Parenting Teenagers
Many parents have different methods of introducing their teenagers to adulthood: Some parents start giving “adult” responsibilities to their children by the time they turn 15 or 16. They are the type to encourage their teens to get a job, lean more into the care of their younger siblings, and—in some cases—even ask their teen to pay rent.
Other parents prefer keeping their teens close until the last second. They are the type to track their teens, have more stern restrictions on them, and refuse to let their teens experience even a glimpse of “adulthood”. These parents want their children to stay children—which only tends to push their teens further away.
While these examples are very common parenting tactics, there are plenty of parents in the grey area between them. Some parents feed their teens small glimpses of the world, some let their kids guide their journey, and some wait until college forces them to figure it out.
Because of this drastic variety in parenting styles, it’s difficult for anyone to really know the right time for teens to cross that threshold. So, in most cases, no matter how soon or how late the student is pushed into adulthood, they may not feel ready.
Independence is Hard
I started feeling shoved into adulthood the second I turned 18. I didn’t feel different at all, but suddenly, everyone around me started acting differently. My parents completely stopped letting me rely on them, pretty much at all, they started dropping me into situations I have never seen before, and they expected me to figure it all out by myself.
As a senior, of course, I can handle myself. I can drive, I can get a job, and I can technically do the things they tell me I need to do “to be an adult.” But, when the norm is suddenly shifted, and I was never taught how to handle that shift, I’m left confused and anxious. How am I supposed to “be an adult” if I was never taught how?
The answer is often simple. If parents are shoving their kids into adulthood with no safety net, simply trying to make their own experience easier, then their kids have to adapt on their own. Independence is hard, especially when it’s forced. But, it has to happen eventually. No matter how quickly and uncomfortably a parent takes their hand away, the student has to adapt and has to eventually “figure it out”, because those are the cards they’ve been dealt.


**Brief**
Go through the records and extract every line with the word "pixels".

**Extracted information**

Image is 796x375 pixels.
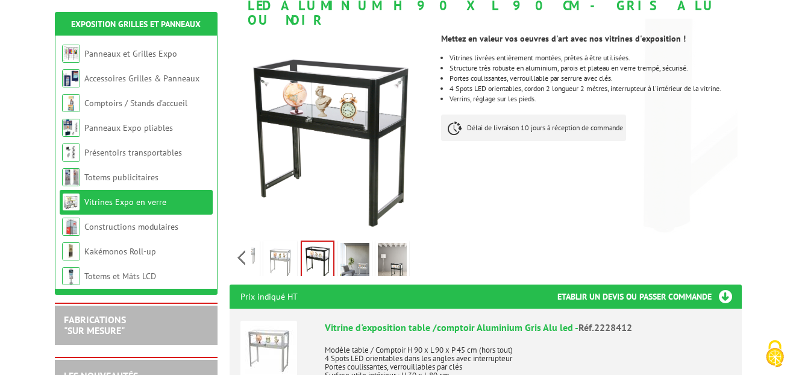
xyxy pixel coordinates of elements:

==

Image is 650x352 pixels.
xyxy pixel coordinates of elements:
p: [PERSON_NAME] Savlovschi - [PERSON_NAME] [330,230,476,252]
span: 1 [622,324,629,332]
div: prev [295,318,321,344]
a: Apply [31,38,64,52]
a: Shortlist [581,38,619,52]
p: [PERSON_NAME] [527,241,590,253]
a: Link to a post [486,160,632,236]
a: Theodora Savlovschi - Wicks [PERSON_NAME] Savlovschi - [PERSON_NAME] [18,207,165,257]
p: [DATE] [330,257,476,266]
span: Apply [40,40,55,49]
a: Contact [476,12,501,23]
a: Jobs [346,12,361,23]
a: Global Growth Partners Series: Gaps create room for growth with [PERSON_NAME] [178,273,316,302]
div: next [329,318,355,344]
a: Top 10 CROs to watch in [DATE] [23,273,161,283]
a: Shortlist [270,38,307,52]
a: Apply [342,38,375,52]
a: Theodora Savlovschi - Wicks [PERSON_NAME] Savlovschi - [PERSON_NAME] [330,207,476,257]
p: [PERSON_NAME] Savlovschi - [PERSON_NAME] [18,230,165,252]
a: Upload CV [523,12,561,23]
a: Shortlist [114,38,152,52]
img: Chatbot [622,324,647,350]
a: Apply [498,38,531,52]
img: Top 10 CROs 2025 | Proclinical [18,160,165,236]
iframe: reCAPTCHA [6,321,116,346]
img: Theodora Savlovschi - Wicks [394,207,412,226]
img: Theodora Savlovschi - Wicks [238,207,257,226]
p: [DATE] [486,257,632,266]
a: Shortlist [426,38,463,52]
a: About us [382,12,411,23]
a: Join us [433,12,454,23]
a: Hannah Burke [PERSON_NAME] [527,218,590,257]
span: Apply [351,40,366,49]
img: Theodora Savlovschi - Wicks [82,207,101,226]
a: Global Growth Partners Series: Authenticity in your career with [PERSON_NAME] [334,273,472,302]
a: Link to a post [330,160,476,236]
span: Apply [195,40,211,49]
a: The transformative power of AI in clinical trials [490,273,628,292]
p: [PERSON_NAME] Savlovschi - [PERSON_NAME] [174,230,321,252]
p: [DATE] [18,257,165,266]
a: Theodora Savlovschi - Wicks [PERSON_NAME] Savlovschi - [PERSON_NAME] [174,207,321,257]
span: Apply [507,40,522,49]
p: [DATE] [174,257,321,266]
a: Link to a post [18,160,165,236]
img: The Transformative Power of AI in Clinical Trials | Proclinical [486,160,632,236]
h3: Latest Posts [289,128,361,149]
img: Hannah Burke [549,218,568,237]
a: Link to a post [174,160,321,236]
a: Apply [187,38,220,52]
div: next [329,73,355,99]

**Solution for this exercise**
Image is 796x375 pixels.
Image is 650x352 pixels.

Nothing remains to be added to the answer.